1945

The first 6 weeks of boot camp are the hardest. The 1st Sergeant yells, screams and harasses you from sunup to sundown. Their job is to break down any individual to become part of a team.
In the mess hall, where you eat, the 1st Sergeant would run in after 20 minutes and yell, “anyone in this mess hall in five minutes goes on mess duty.” Well, you would run out with food still in your mouth.
The Sergeant would yell when you are in the barracks, “everyone out under the building with your raincoats on in 2 minutes.” The next thing you know, you’re in the damp ground under the barracks slithering in your raincoat on the wet ground. The Sergeant would bend down and yell at us to crawl the other way. You guessed when you got to the other side, he would yell to go the other way. I think we ran over some guys and left them to this day buried under the barracks.

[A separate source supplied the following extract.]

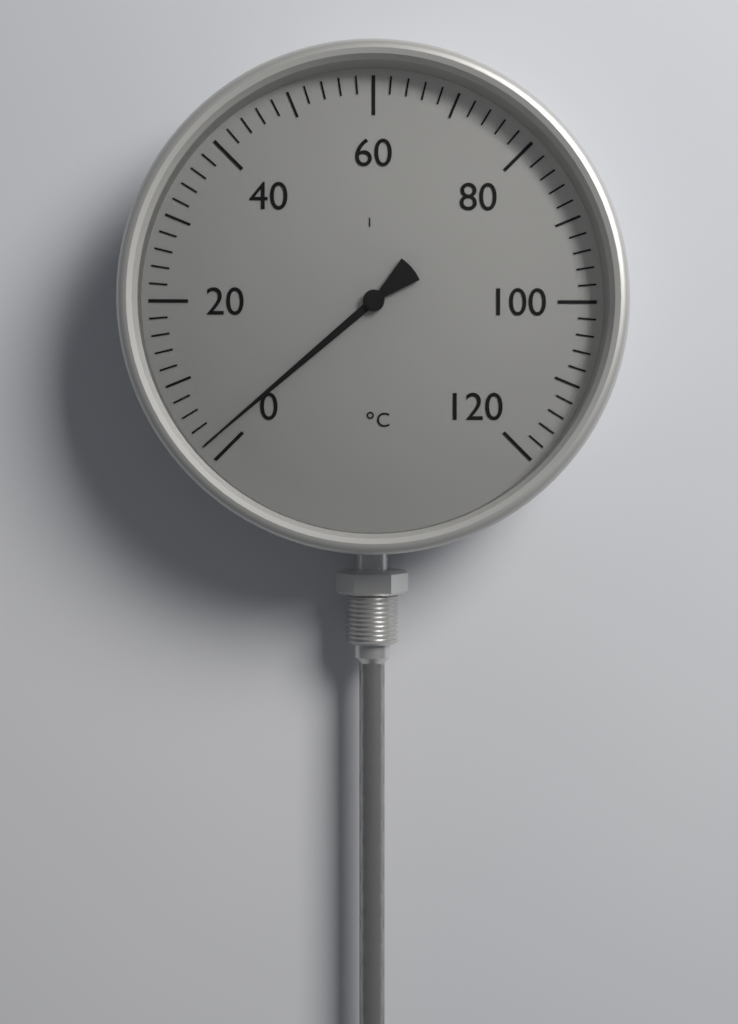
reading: 2 °C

I’m sure the cadets (that’s what they called the animals who worked in charge of our life for eight long weeks of Hell) must have laughed at us poor scared city kids the first time away from home.
You never made eye contact with these guys as they would say, “Who are you eyeballing? Do I look pretty? Are you a fairy?” They couldn’t touch you, but the look in their eyes was that they could rip your head off and stick it down your throat.
We lived in fear every day, but it made you a better person. If you lived through it.